Improving Zero-Shot Offline RL via Behavioral Task Sampling

arXiv cs.AI / 4/29/2026

📰 NewsIdeas & Deep AnalysisModels & Research

Key Points

  • The paper studies offline zero-shot reinforcement learning, where an agent must optimize reward functions it has never seen without further environment interaction.
  • It argues that existing methods rely on randomly sampling task vectors, which may fail to represent the true structure of the task space and therefore harms zero-shot generalization.
  • The authors propose extracting task vectors directly from the offline dataset to form a more principled task distribution for training task-conditioned policies.
  • They provide a reward-function extraction procedure that can be integrated into existing offline zero-shot RL algorithms with minimal complexity.
  • Experiments on multiple benchmarks show the proposed approach improves zero-shot performance by an average of 20% versus prior baselines.

Abstract

Offline zero-shot reinforcement learning (RL) aims to learn agents that optimize unseen reward functions without additional environment interaction.

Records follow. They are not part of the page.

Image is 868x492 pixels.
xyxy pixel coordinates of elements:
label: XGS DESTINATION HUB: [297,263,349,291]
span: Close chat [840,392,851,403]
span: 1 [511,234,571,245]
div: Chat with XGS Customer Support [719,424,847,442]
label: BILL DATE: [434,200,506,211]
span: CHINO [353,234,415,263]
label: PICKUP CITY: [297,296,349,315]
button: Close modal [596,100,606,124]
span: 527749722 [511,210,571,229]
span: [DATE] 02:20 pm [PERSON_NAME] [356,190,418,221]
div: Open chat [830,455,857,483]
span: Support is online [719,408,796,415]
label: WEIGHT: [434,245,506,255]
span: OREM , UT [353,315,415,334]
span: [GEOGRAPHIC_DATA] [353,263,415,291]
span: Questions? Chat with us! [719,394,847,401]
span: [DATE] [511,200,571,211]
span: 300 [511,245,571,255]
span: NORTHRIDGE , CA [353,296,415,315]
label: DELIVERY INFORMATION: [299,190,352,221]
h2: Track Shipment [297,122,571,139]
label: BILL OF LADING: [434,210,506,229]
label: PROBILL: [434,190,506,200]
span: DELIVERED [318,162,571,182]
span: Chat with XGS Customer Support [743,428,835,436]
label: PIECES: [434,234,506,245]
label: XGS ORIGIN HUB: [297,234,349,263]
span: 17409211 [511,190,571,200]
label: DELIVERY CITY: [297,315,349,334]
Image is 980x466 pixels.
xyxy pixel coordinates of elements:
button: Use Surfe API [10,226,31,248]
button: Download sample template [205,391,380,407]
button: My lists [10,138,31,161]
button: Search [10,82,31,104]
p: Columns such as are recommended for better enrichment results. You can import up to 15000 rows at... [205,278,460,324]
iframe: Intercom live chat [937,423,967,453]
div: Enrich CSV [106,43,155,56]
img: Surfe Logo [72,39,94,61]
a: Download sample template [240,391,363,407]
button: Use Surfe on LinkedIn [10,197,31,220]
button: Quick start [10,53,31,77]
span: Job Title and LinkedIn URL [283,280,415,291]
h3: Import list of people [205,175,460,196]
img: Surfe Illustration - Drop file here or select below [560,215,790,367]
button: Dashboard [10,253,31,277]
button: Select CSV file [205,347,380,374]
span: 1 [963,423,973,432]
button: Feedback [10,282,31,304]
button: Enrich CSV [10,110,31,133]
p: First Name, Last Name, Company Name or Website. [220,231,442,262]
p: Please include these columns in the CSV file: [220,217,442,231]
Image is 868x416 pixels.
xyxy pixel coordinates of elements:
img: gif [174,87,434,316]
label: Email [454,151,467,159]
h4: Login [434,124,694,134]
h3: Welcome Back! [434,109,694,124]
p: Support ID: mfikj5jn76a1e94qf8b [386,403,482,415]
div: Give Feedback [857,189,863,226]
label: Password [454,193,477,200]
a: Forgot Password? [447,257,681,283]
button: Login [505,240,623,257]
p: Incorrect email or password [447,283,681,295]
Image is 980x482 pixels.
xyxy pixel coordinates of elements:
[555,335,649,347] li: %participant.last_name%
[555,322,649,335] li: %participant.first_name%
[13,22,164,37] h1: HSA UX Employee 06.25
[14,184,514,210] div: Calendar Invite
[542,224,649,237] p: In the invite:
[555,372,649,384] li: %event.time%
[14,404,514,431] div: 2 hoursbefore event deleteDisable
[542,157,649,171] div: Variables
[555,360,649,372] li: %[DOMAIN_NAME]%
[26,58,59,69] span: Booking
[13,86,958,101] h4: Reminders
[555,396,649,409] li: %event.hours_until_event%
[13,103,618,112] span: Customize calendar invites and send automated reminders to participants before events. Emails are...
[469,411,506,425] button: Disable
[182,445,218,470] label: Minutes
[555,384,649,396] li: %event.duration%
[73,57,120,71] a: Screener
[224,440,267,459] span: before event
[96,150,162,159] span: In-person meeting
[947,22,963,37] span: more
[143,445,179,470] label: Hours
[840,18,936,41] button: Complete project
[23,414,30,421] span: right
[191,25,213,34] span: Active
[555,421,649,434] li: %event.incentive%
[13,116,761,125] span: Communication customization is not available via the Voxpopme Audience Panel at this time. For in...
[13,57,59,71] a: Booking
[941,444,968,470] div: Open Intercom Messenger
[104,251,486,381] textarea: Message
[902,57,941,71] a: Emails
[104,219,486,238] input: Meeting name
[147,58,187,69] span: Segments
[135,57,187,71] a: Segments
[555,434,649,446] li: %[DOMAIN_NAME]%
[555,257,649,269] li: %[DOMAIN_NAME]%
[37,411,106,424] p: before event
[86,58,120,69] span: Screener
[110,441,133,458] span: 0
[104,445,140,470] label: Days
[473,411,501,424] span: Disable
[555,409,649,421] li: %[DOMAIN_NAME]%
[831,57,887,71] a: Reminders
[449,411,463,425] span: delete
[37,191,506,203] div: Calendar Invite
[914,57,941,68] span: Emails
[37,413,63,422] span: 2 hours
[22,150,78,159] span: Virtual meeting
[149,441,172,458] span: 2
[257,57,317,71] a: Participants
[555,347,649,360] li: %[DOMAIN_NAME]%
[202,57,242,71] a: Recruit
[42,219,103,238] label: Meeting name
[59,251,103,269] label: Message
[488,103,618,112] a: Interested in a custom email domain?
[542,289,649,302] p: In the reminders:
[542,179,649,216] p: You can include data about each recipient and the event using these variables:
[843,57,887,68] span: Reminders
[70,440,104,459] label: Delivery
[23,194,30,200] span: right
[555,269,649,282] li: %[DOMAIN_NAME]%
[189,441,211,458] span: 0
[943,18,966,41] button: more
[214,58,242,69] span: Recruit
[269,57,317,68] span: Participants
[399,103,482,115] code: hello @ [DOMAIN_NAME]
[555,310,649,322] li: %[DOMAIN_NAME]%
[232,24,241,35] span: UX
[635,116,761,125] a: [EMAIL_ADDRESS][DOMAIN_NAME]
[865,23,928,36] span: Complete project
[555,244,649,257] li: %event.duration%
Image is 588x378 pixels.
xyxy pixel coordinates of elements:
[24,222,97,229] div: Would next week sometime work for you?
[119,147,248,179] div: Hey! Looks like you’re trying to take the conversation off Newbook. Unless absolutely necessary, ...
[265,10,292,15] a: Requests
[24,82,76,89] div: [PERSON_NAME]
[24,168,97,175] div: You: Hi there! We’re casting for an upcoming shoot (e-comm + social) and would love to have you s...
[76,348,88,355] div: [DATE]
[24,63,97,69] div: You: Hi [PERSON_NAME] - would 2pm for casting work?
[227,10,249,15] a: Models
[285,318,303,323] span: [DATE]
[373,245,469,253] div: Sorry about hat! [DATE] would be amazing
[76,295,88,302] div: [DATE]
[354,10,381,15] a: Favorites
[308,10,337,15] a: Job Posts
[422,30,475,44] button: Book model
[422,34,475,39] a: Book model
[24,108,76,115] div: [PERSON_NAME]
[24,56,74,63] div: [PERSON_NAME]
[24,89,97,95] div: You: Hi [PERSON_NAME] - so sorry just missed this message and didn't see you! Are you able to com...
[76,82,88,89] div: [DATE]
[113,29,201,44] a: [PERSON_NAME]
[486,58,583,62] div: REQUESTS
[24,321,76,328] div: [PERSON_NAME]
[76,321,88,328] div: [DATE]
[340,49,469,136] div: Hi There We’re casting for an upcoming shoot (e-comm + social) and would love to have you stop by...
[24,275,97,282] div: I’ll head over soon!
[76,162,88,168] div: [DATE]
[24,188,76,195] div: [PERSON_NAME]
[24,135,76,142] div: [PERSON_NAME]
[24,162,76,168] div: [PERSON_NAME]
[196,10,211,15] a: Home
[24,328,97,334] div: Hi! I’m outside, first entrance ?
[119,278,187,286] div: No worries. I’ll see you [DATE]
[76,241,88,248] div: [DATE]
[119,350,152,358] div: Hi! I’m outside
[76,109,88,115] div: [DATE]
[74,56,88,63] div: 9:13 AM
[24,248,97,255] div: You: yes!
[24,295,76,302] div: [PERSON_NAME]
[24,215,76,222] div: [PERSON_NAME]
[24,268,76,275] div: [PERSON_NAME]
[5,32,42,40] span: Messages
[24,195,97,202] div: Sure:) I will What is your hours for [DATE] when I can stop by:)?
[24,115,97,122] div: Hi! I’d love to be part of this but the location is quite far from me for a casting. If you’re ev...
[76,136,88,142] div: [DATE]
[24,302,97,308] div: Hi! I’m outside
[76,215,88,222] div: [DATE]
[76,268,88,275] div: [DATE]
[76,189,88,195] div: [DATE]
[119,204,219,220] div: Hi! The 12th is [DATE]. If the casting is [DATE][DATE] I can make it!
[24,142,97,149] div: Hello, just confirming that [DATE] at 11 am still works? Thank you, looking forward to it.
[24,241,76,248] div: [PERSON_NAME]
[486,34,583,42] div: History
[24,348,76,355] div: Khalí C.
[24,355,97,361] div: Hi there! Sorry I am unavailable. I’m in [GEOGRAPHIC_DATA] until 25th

The standard approach to this problem trains task-conditioned policies by sampling task vectors that define linear reward functions over learned state representations. In most existing algorithms, these task vectors are randomly sampled, implicitly assuming this adequately captures the structure of the task space. We argue that doing so leads to suboptimal zero-shot generalization. To address this limitation, we propose extracting task vectors directly from the offline dataset and using them to define the task distribution used for policy training. We introduce a simple and general reward function extraction procedure that integrates into existing offline zero-shot RL algorithms. Across multiple benchmark environments and baselines, our approach improves zero-shot performance by an average of 20%, highlighting the importance of principled task sampling in offline zero-shot RL.